As Baker – one of the first economists on record to recognize and warn of the dangers posed by the stock and housing bubbles – and Bernstein – formerly the Chief Economist and Economic Adviser to Vice President Joe Biden — point out, it is commonsense that low unemployment is a good thing. But what most may not realize is that high levels of employment will have enormous benefits for the people who already have jobs. Citing evidence from the boom years of the late 1990s, in which the unemployment rate fell as low as 4 percent, the authors show that in times of high employment workers can secure substantial wages gains and a share of the nation’s economic growth. During this period, even workers with the least education at the bottom end of the wage distribution saw a growing share of national income.
Baker and Bernstein do not stop at describing previous periods of full employment. Over the course of the book, they present a picture of a labor market in which full employment is not just an occasional phenomenon, but a cornerstone.

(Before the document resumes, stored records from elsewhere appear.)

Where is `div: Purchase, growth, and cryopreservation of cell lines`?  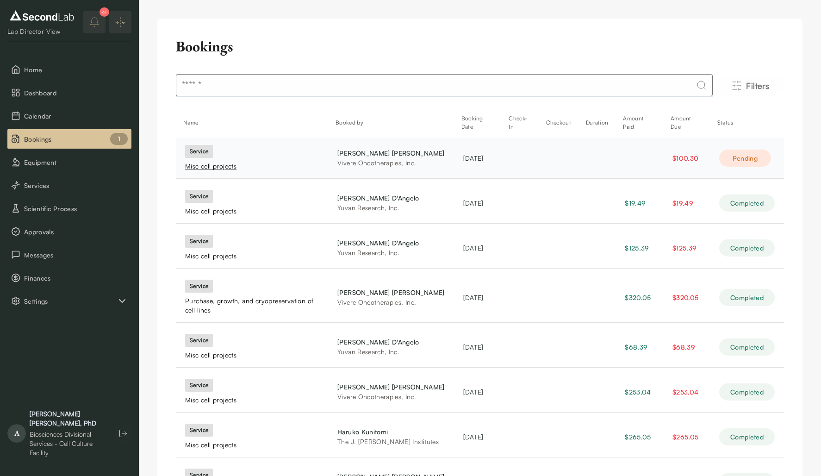 div: Purchase, growth, and cryopreservation of cell lines is located at coordinates (252, 305).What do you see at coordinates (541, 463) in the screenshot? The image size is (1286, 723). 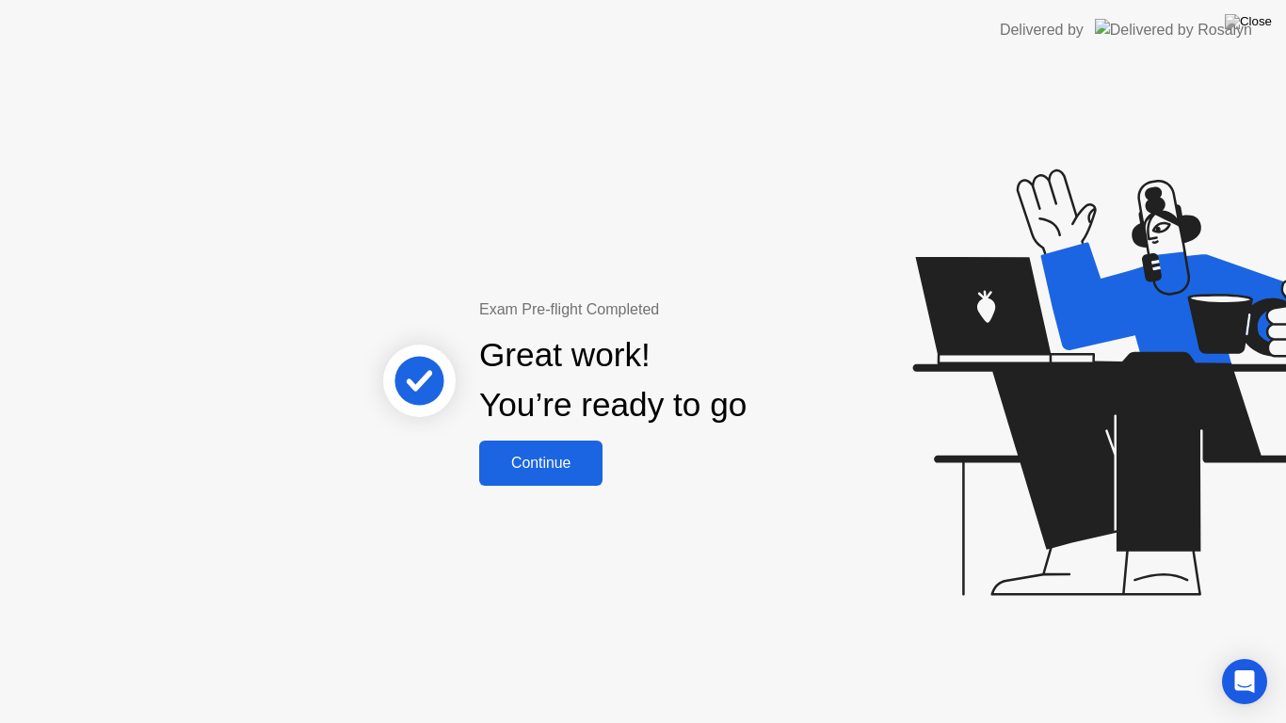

They argue that the current course for economic policy will lead to weak labor demand, reduced bargaining power for workers and continued economic inequality. If we instead pursue the policies they detail — from monetary and fiscal policy to work sharing and infrastructure investment — it would have enormous benefits for poverty reduction, the federal budget, equitable economic growth and rising living standards, and would give millions more workers a real chance to get ahead.
Robert Reich, former U.S. Secretary of Labor and Chancellor’s Professor of Public Policy at the University of California at Berkeley called Getting Back to Full Employment: A Better Bargain for Working Americans, “A gem of a book — explaining why full employment is so important and how it can be achieved. Mandatory reading for every concerned citizen.”
Getting Back to Full Employment: A Better bargain for Working People is available as a free download or from your local bookseller as a paperback, available for purchase at cost.